144: Anticipatory Grief With Nancy Jensen
Nancy Jensen shares her story with anticipatory grief with her daughter. For 22 years Nancy lived in a state of anxiety not knowing if her daughter was going to die. At any moment, and many times she almost did. Nancy shares her journey with a daughter who was very sick, and all the emotions that come with raising a daughter who was very sick.
143: Becoming Aware in Your Grief
So it can actually be more painful as you begin honestly taking a look at what’s going on, if you try to do this by yourself. Because our normal human reaction is to start judging and beating ourselves up. Instead of leading with curiosity, and taking things out gently from underneath the rug, and having a serious honest conversation about what you are thinking, feeling, and going through. It’s the easier thing, to just shove it under the rug and pretend those things don’t exist, like the anger you have inside of you, or that you just really want to break down and cry and crawl into a dark hole, but you keep pushing through.
142: Visualization as a Grief Tool
When you can process and sit with the day that you are dreading, you get to release those emotions that are underneath instead of waiting on pins and needles for that day to come so you can finally know if you are going to feel those emotions. This helps to let the steam out of a pressure cooker. Don’t keep it all bottled ino. By practicing this it allows you to know that you can do anything. You can handle any emotion that comes up. Even though it’s not always fun and pretty painful sometimes, you can do this. You can experience and allow emotions to flow through you.

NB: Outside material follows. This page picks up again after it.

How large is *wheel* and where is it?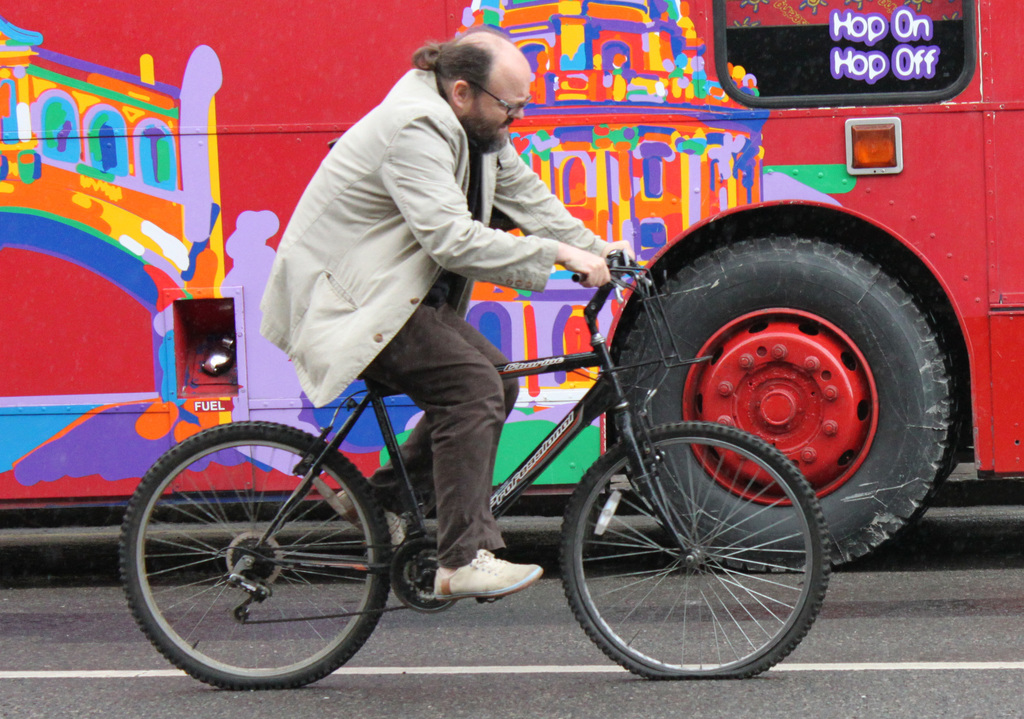
Bounding box: (558, 425, 827, 680).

141: Good Grief Parenting With Michele Benyo
Michele Benyo is a Certified Grief Recovery Specialist®, early childhood educator and parent coach, and
the founder of Good Grief Parenting. After her 6-year-old son died of cancer, her 3-year-old daughter
said, “Mommy, half of me is gone.” This heartbreaking statement defined Michele’s life purpose. Her
mission is twofold: to help parents through the unimaginable challenges of parenting while grieving the
death of a child, and to equip parents to meet the unique needs of a child who has lost a sibling in the
early childhood years. The desire of Michele’s heart is to see families live forward after loss toward a
future bright with possibilities and even joy.